Navigation: Home > Content
Clemens von Wedemeyer (Germany)
上一页    下一页

Clemens von Wedemeyer (Germany)
Born in 1974, Gottingen
Now residing in Berlin

Solo Exhibitions
2008 Centro Galego de Arte Contemporánea (CGAC), Santiago de Compostela
2007 Films in Common, Argos - Centre for Art & Media, Brüssel
2006 Kölnischer Kunstverein, Cologne
2006 Rien du Tout, Centre d'Art Contemporain (CAC) in Brétigny-sur-Orge
2006 P.S.1 Contemporary Art Center and the Museum of Modern Art (MoMA), New York

Group Exhibitions
2008 Eastern Standard: Western artists in China, Mass MoCA (Massachusetts Museum of Contemporary Art), North Adams
2008 Villa-Romana Fellows, Deutsche Guggenheim, Berlin
2007 Multiplex: Directions in Art, 1970 to Present, the Museum of Modern Art (MoMA), New York
2007 Fiction vs. Reality, Calouste Gulbenkian Foundation, Lisbon
2007 4th Skulptur Projekte Münster, Münster


Artwork of 7th Shanghai Biennale
     

  

Otjesd︱production still︱2005︱Photo: Eiko Grimberg︱ Clemens von Wedemeyer
Otjesd︱still︱2005︱Clemens von Wedemeyer
Clemens von Wedemeyer's films and video works operate in a transitional zone, somewhere between documentation and fiction. Very much in the spirit of Bertholt Brecht he seeks out alienating effects, creating a recurrent sense of disillusionment. On occasion his camera observes a real situation where, although nothing particularly unusual is happening, tension arises and seems to be building up to a dramatic climax that it never quite reaches. In one case lay actors re-enact a well known film sequence in such a way that the viewer's curiosity is focused more on their individual backgrounds than on the film plot. And in yet other works, von Wedemeyer destroys the fiction unfolding within a film by placing a monitor right next to it showing a documentation of the making of that same film.
This is the situation in Odjest, which–in a single, extended shot–follows the prototypical progress of migrants crossing the border from one country to another. The scene in an ostensibly 'Russian' setting looks like open-air theatre and mixes banal and poetic moments and texts; to judge by the consistency of the prevailing mood it is a stage-managed performance. The resulting work is a filmic form where the approach to the existential theme of migration is poised between empathy and analytical observation.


◆ **PROBLEM TO WORK ON**:
What lines below include the word "Rupture"? Copy each one.

[Stored records]

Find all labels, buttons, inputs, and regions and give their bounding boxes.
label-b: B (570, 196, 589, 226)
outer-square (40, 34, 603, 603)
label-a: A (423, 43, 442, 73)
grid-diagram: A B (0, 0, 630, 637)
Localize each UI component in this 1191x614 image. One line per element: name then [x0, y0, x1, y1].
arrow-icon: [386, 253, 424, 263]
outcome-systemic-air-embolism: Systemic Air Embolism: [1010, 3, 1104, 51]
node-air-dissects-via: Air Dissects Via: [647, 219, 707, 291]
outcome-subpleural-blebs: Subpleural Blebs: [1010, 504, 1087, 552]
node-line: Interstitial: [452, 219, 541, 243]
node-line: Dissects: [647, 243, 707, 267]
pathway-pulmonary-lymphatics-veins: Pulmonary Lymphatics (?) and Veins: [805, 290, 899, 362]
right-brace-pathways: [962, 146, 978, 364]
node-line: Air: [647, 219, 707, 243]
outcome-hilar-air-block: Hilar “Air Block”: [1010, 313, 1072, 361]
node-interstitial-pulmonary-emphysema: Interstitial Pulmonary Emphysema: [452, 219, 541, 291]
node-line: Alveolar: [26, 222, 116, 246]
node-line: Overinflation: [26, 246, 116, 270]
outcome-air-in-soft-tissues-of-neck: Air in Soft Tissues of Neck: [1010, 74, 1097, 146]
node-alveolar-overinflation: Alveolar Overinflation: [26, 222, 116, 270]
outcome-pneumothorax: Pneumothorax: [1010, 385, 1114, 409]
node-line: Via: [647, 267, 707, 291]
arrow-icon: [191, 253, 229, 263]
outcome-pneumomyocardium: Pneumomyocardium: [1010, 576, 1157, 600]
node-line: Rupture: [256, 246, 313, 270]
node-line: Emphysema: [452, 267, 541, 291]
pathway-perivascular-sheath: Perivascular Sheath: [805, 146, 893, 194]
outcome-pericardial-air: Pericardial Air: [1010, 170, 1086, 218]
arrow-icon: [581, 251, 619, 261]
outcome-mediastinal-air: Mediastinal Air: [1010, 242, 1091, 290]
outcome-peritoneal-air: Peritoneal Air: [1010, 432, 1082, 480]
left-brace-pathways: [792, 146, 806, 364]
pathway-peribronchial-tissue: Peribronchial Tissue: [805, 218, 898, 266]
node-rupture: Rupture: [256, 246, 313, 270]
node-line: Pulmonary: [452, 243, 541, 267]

◆ **TASK SOLUTION**:
node-line: Rupture: [256, 246, 313, 270]
node-rupture: Rupture: [256, 246, 313, 270]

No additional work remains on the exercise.